When Scientific American used to run a column called the Amateur Scientist from (1958 to 1978) they were not trying to encourage stupid people to build proton accelerators in their basements (Accelerator, proton. how to construct, 1971 Aug, pg 106). They were instead harkening back to the days of the renaissance man (or woman). It used to be encouraged for people to dabble in science out of a genuine interest without regard to what they did for a living. And why not, the most influential theory of the 20th century was proposed by an amateur scientist who worked as a patent clerk.
Mark Spitz was an amateur athlete as were all Olympic athletes of his day.
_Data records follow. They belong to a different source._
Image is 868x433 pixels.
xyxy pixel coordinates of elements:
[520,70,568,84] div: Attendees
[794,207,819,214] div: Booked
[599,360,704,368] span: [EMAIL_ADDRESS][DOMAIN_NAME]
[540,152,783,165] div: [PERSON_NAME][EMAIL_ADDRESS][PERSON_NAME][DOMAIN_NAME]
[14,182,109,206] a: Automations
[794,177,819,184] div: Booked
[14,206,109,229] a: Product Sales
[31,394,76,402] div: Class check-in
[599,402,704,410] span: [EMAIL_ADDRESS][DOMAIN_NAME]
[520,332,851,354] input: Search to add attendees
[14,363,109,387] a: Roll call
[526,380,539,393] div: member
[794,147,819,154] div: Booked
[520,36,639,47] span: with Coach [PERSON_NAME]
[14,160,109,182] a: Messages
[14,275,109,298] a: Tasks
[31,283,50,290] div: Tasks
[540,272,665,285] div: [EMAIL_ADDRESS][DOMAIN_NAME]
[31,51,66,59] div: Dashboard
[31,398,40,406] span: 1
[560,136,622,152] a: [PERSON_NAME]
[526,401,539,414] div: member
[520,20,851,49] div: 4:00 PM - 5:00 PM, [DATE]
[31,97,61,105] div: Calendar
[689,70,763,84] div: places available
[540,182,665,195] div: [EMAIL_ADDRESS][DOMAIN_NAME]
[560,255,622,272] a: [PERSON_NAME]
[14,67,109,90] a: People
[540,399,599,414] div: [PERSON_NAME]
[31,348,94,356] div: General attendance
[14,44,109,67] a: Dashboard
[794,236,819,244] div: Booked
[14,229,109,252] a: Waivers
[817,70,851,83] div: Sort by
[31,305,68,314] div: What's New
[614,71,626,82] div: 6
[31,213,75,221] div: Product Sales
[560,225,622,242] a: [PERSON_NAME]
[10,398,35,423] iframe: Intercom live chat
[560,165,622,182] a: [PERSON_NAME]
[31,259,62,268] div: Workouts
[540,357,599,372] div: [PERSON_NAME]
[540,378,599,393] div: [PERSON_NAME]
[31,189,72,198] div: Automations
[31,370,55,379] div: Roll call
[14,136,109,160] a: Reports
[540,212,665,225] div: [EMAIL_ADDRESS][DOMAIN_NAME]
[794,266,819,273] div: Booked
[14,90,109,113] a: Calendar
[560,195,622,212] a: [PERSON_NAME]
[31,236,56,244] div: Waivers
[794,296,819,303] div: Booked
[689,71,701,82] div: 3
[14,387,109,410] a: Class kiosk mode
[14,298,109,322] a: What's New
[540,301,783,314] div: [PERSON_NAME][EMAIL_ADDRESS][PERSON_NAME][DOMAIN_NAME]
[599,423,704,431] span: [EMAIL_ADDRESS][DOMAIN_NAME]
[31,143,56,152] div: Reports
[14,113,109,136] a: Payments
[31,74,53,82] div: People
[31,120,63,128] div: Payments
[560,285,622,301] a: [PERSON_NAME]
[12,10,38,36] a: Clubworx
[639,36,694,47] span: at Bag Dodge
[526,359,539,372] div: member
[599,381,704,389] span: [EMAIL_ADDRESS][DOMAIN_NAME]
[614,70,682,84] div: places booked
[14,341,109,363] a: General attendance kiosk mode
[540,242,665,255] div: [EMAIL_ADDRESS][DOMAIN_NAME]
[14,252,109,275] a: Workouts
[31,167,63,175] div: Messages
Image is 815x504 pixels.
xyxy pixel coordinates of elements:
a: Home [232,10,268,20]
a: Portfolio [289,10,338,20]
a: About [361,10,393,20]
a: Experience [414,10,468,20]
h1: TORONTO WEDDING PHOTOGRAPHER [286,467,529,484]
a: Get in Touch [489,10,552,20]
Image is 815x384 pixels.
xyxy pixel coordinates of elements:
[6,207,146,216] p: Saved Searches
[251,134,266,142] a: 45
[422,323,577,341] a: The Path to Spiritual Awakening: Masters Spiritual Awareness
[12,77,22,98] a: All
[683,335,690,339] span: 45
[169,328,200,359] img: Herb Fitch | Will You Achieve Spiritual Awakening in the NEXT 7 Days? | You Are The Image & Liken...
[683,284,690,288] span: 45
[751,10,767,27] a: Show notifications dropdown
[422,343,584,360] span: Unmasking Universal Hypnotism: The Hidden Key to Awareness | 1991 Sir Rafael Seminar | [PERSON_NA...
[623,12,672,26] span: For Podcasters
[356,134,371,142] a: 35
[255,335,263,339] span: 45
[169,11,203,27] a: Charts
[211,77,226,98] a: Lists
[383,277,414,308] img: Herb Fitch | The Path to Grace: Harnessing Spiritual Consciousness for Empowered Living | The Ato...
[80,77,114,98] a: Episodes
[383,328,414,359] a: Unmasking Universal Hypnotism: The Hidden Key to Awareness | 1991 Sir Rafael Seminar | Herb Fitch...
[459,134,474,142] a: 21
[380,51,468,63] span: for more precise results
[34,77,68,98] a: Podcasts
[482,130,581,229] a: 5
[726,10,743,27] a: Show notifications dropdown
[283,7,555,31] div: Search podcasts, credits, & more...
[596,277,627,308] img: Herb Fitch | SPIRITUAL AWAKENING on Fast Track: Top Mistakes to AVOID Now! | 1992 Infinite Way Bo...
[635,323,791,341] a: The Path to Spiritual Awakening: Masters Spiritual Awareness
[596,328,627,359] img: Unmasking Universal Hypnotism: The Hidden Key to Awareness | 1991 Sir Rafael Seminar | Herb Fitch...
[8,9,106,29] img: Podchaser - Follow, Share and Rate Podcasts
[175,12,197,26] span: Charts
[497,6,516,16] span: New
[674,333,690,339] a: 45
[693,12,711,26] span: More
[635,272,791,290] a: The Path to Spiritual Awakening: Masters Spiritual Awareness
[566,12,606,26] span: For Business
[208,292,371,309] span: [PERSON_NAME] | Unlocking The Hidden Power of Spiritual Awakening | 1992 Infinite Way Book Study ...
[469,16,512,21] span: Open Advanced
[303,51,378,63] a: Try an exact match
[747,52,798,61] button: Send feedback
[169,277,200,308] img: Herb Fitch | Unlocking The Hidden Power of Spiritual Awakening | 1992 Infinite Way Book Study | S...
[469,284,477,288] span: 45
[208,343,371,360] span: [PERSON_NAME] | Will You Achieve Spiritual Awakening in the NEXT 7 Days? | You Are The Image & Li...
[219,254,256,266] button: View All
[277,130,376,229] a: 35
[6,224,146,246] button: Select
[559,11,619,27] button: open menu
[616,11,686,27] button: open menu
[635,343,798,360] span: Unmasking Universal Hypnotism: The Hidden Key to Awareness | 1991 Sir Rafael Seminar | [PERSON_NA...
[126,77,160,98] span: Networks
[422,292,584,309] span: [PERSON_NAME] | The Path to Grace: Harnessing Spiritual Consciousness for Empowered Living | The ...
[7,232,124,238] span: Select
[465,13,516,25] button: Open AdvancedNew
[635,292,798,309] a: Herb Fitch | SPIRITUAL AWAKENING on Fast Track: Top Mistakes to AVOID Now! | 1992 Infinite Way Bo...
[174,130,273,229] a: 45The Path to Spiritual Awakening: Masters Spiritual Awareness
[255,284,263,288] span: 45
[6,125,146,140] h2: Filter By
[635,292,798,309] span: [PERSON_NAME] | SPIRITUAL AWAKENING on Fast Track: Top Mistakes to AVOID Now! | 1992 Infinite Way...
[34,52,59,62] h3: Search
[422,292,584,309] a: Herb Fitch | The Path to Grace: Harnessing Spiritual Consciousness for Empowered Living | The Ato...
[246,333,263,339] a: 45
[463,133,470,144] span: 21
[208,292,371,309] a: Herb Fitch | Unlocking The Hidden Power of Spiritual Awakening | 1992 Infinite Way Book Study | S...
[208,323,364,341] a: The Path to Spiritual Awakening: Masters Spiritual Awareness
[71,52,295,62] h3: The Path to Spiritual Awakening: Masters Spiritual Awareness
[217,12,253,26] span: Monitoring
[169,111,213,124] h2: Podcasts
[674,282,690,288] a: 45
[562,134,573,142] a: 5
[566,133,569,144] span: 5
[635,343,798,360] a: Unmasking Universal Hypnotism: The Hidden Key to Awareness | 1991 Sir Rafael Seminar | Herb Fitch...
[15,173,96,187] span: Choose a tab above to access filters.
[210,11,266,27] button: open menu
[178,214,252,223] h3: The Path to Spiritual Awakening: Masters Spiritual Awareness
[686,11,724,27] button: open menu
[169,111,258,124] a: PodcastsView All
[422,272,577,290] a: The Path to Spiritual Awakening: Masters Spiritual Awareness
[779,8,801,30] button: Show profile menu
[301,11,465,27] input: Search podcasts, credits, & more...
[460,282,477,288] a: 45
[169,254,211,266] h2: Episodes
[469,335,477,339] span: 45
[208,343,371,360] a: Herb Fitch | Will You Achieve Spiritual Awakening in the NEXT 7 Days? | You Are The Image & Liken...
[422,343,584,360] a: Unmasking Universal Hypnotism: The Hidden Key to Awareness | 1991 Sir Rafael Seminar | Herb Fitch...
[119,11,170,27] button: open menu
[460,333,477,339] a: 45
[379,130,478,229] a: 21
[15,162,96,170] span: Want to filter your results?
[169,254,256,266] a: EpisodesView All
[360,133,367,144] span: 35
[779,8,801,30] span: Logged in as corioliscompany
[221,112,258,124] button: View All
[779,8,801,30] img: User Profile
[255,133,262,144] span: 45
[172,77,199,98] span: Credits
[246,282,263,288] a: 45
One could be an amateur and still be the best. Barry Bonds and Roger Clemens are professional athletes. Jose Conseco was a professional athlete so a professional may not show professionalism any more than an amateur needs to be amateurish.
It is not my intention to try and swing the pendulum back to the days of Jim Thorpe or the early days of the internet when any hint of commercialism was seen as wrong. Rather we should see that whether or not a person is paid for their endeavors is not the sole measure of the value of their work. Edward R. Murrow was a professional journalist, but so was William Randolph “You furnish the pictures and I’ll furnish the war” Hearst. A professional journalist can make making money their sole goal or they can aim somewhat higher.
So let’s not, as if we could, strive for an internet void of commercial interests but instead evaluate work based on value and quality remembering that the Ark was built by an amateur, the Titanic was built by professionals.